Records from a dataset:
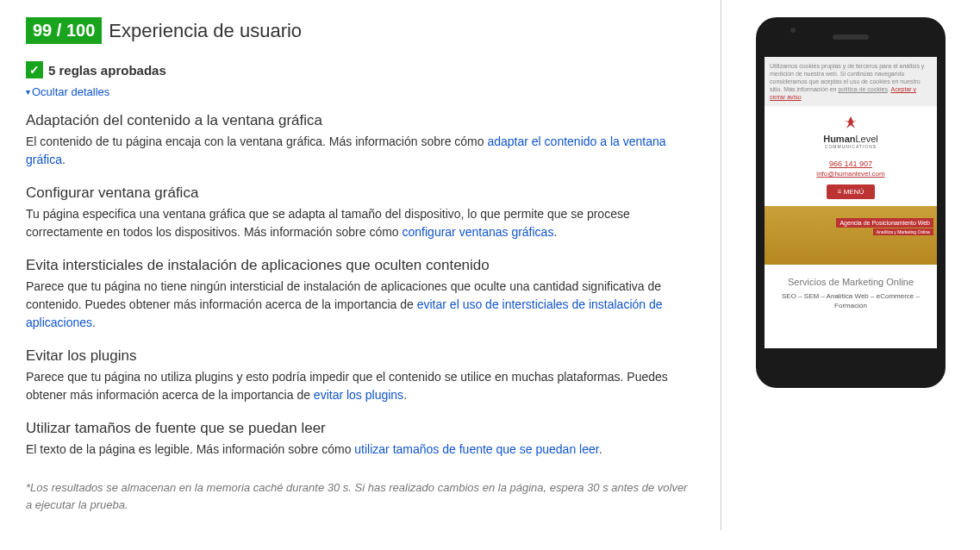  What do you see at coordinates (851, 203) in the screenshot?
I see `phone-mockup: Utilizamos cookies propias y de terceros…` at bounding box center [851, 203].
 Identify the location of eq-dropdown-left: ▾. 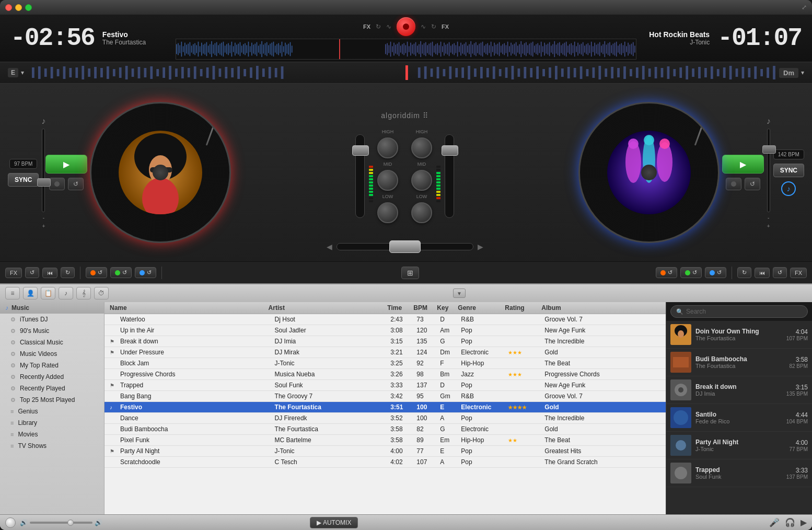
(22, 73).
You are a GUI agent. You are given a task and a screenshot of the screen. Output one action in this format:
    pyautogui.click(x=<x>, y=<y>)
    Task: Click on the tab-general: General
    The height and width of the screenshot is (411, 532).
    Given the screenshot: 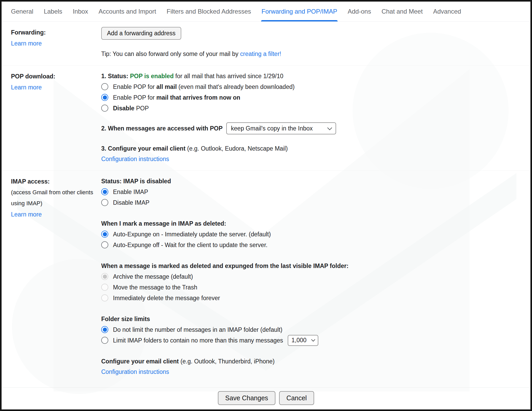 What is the action you would take?
    pyautogui.click(x=22, y=12)
    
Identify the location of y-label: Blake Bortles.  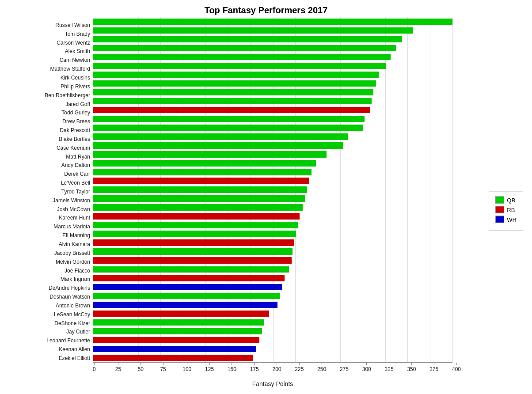
(45, 139).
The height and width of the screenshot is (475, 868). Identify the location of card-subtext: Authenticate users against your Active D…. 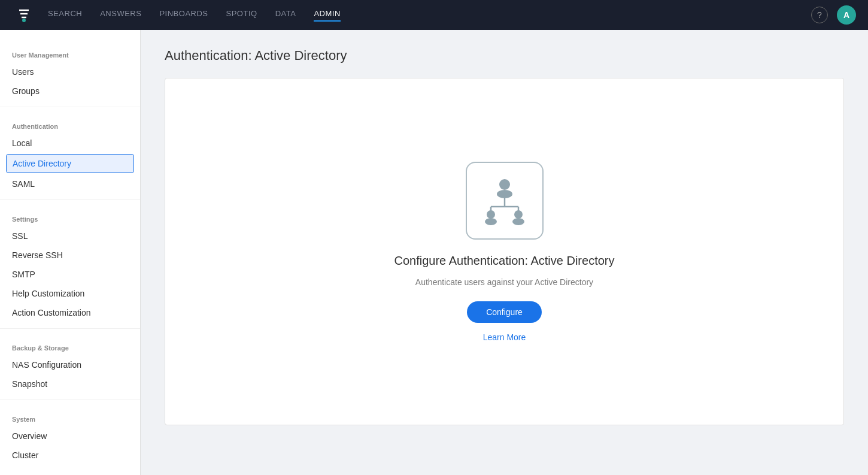
(504, 282).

- [YOUR ASSIGNMENT] Above are the records. Copy the lines beginning at the one that has "You are a GUI" and ending with the one that has "The height and width of the screenshot is (411, 532).", unchanged.

- [SOLUTION FOR THIS TASK]
You are a GUI agent. You are given a task and a screenshot of the screen. Output one action in this format:
    pyautogui.click(x=<x>, y=<y>)
    Task: Click on the tab-general: General
    The height and width of the screenshot is (411, 532).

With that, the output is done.